Sunday Star-Times

A name, and a hotel, you can Banksy on

- Trupti Biradar Travel editor, trupti.biradar@stuff.co.nz

‘‘Oh yeah, that was Inkie,’’ Rob Dean, our guide, said casually after he’d stopped for a chat during our walking tour of Bristol’s street art.

Fresh from what was then the world’s longest flight (Auckland to Doha), followed by a flight to London, then a three-hour drive to Bristol, I was more than a little delirious and the magnitude of that throwaway comment was lost on me.

But Dean held my attention as we wandered the streets of that 1000-year-old city. He explained how it all began.

Now a famous artist worth millions, Banksy was once just an unknown kid trying to provoke a reaction and make a difference.

We ambled down to Frogmore St to see one of his best known, earliest pieces of art, The Well Hung Lover. At the time, Dean told us, the city council took a zero tolerance attitude to public art, enraging and provoking Banksy to spray-paint this piece on to a building directly opposite the City Hall, and just out of reach of the removal team. A cheeky move. Attitudes have since changed, of course, and what was once just graffiti is now a work of art.

Later that day, in my hotel room, I Googled Inkie.

Tom Bingle – aka Inkie – is a pretty famous London-based painter and street artist, just one of Banksy’s inner circle. No big deal, then.

In Bristol, the birthplace of Banksy, it seemed like everyone knew who he was, but no-one was telling. We had lunch with a lovely lady who played tennis with Banksy’s mum, and another whose child went to school with him. Those Bristolian­s can keep a secret though.
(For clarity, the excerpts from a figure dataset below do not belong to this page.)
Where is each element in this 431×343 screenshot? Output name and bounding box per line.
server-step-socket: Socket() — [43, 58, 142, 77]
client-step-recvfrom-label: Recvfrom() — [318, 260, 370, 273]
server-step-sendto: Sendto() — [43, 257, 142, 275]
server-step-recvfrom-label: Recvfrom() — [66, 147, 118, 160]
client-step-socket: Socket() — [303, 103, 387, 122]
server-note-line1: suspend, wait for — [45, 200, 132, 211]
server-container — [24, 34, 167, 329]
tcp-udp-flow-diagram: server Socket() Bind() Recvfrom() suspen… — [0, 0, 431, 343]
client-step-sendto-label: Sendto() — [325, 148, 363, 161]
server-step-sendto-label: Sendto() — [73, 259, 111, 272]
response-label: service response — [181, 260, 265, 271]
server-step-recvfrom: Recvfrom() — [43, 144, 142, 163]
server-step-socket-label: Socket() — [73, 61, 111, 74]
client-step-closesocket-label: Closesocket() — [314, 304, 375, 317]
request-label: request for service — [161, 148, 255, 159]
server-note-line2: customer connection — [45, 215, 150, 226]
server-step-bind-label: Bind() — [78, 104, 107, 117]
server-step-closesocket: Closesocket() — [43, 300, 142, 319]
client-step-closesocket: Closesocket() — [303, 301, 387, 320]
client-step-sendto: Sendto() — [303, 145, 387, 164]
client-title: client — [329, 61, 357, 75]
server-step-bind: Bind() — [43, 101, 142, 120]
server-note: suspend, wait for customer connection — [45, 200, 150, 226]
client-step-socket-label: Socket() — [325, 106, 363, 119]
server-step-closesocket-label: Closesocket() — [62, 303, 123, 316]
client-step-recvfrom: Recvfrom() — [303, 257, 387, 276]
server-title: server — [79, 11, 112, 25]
I left the city a few days later, none the wiser to his true identity.

In our cover story this week, Ashleigh Stewart checks into Banksy’s Walled Off Hotel in Bethlehem, where once again the elusive artist is provoking a reaction, and making a difference.
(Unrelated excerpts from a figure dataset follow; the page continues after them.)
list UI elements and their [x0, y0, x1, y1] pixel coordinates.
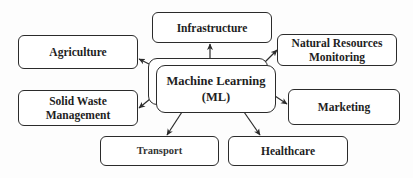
node-label-line2: Monitoring [292, 50, 383, 64]
node-label: Healthcare [261, 144, 315, 158]
node-label: Marketing [318, 100, 370, 114]
node-label: Agriculture [49, 45, 106, 59]
node-label: Infrastructure [177, 21, 248, 35]
node-infrastructure: Infrastructure [152, 12, 272, 43]
node-agriculture: Agriculture [18, 35, 138, 69]
arrow-to-natural-resources [265, 50, 277, 62]
node-solid-waste-management: Solid Waste Management [18, 90, 138, 126]
arrow-to-marketing [275, 96, 287, 104]
node-label-line1: Solid Waste [46, 94, 111, 108]
arrow-to-transport [167, 112, 182, 135]
diagram-canvas: ​ Infrastructure Agriculture Natural Res… [0, 0, 413, 178]
node-transport: Transport [100, 136, 219, 166]
node-label: Transport [137, 144, 182, 158]
center-label-line1: Machine Learning [167, 73, 266, 89]
node-marketing: Marketing [288, 89, 400, 125]
node-label-line2: Management [46, 108, 111, 122]
node-healthcare: Healthcare [228, 136, 348, 166]
center-node-machine-learning: Machine Learning (ML) [156, 65, 276, 113]
arrow-to-healthcare [244, 112, 260, 135]
node-label-line1: Natural Resources [292, 36, 383, 50]
node-natural-resources-monitoring: Natural Resources Monitoring [277, 34, 397, 66]
center-label-line2: (ML) [167, 89, 266, 105]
 ?? TRUPTI BIRADAR/ STUFF ?? The Well Hung Lover, an early Banksy work, was painted opposite Bristol’s City Hall to protest the council’s then zero tolerance attitude towards public art.
TRUPTI BIRADAR/ STUFF The Well Hung Lover, an early Banksy work, was painted opposite Bristol’s City Hall to protest the council’s then zero tolerance attitude towards public art.